Wednesday, May 06, 2009

Not quite gear lust, but gear intrigue

Jeff Bezos says that, where Kindle editions of their books are available, they now make up 35% of those titles' sales. That would seem to indicate that the market for e-books is more robust than I'd assumed. Also, the new Kindle comes with a bigger screen and reads PDFs natively.

What will this do? Jump-start the market for pirated e-books, I'd wager. But no, I'm sure university students would never find creative or surreptitious ways to save themselves hundreds of dollars a year.

2 comments:

adam said...

Heh, I still have a few textbooks from my computer science classes that were intended for developing markets only. I didn't even buy them on purpose, but a lot of Ebay deals turn out to be these.

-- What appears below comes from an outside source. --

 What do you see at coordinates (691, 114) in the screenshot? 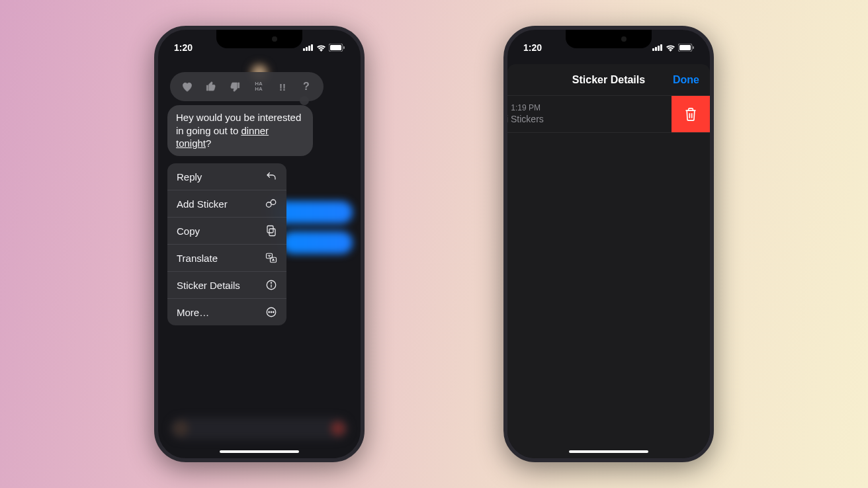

Of course, I might feel vaguely guilty about it if fewer of them had phrases like "only very modern processors like the 386" (the 80's called, they want their...), and weren't simultaneously trying to convince us that $170 is a reasonable retail price.

Oh, and if it helps with the lust part: new Kindle.

Anonymous said...

What will this do? Jump-start the market for pirated e-books, I'd wager.I would hope that the book publishing industry has looked at the music industry and the movie industry and the television industry and are figuring out exactly how to handle this emerging market.

I'd hope that, but I imagine they're more likely freaking out and running around like madmen because their business model is about to change in ways that they haven't accounted for.

FWIW - the price of electronic textbooks relative to printed textbooks should become dramatically smaller. One of the many reasons that textbooks are so expensive is because of the small print runs. The best way to fight piracy is to charge a reasonable price for your product in the first place. There's really no reason that an electronic version of a $100 textbook should cost $90 - that's just stupid pricing. Especially when the student knows he can't even sell the electronic book back for beer money at the end of the semester.